During the war, a total of 400,000 soldiers were detained for exchange or held in 150 separate camps with 56,000 dying.

Union prisoner of war camps were in general more humane. Each camp for both opponents varied in severity, security and supplies.

Andersonville was the worst of the worst. While a famous lithograph was made of Union prisoners playing baseball at Salisbury Prison in North Carolina, not so in Andersonville.

I will spare you much of the gore … but it’s our history, the good, bad and very ugly.

Most men in the camp died of disease, starvation or just gave up. Andersonville became a 26-acre, open air, stockade with a 15 ft. wooden wall surrounding the field holding up to 30,000 defeated men. Thirty feet inside the barricade was a “deadline,” marked by a single periodic white post. Eighty sentry boxes overlooking the prison held the guards who would shoot and kill anyone venturing past the line. Suicides were common.

Forty thousand prisoners entered the camp. Nearly 13,000 died. All of these soldiers were enlisted men. Union officers were sent elsewhere. The vast amount of men tried to make it, living in waste and disease while existing on a starvation diet.

Inside the camp, civilized norms spiraled downwards quickly, gangs of men would attack fellow prisoners gaining a want or evening a score.

From a survivors journal, “As we entered the place a spectacle met our eyes that almost froze our blood in horror, before us were forms that had been once active-erect stalwart men, now nothing more than walking skeletons … covered with filth and vermin. Many of the men exclaimed in earthiness, ‘can this be hell?”

Who oversaw this inhumane facility that allowed these deplorable conditions to continue? Captain Henry Wirz. Born in Switzerland, Wirz commanded, as a physician! He, no doubt, was in a tough position. The camp had little resources while the South was slowly losing the all out war. In 1865 at war’s end, he had 30,000 dying, malnourished and emaciated prisoners seeking release.

Escaping from prisoner of war camps are popular stories in our culture, films like “The Great Escape,” ”Escape from Alcatraz,” and “Shawshank Redemption” where Hollywood describes heroic efforts to escape evil. Even John Frankeneimer’s disturbing 1996 seldom seen film “Andersonville” is plotted around a rare escape into the Georgia woods.
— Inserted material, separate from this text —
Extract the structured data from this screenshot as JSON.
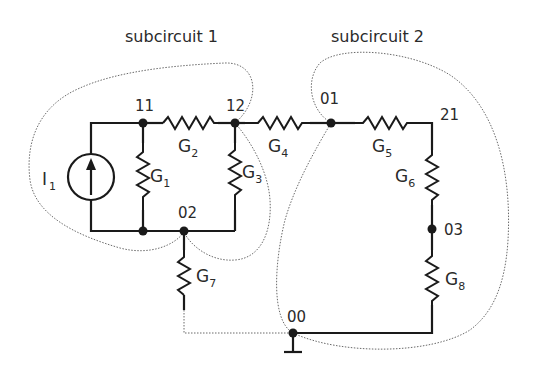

According to Confederate records, there were 351 attempted escapes from Andersonville. Most were recaptured or died on the run but 31 men actually made it back to Union lines. Many of those found freedom as the South’s military structure was disintegrating in April and May of 1865. Once the word got out about the conditions in the camp the North was mortified. Famed American poet Walt Whitman saw camp survivors shortly after the war and wrote, ”there are deeds, crimes that may be forgiven, but this is not among them.”

Wirz would become one of the very few that faced war crime changes after the surrender. His trial was a public spectacle. At the War Tribunal, 160 survivors testified about the conditions and events that took place in Andersonville Prison. Wirz remains the only Confederate officer found guilty of murder and hanged on Nov. 10, 1865.

Was Wirz a scapegoat for the thousands of atrocities that occurred in the four year war? Perhaps.

As the rest of America tears down monuments and changes names of facilities with any connection to the Confederacy. Wirz still has a 30 ft. beautiful obelisk still intact on the town square of Andersonville, Georgia, a quarter mile from the concentration camp’s front gate.

American history can be brutal and uncomfortable but it’s our responsibility to those who suffered and sacrificed to tell their stories, to learn and not repeat those self-destructing times.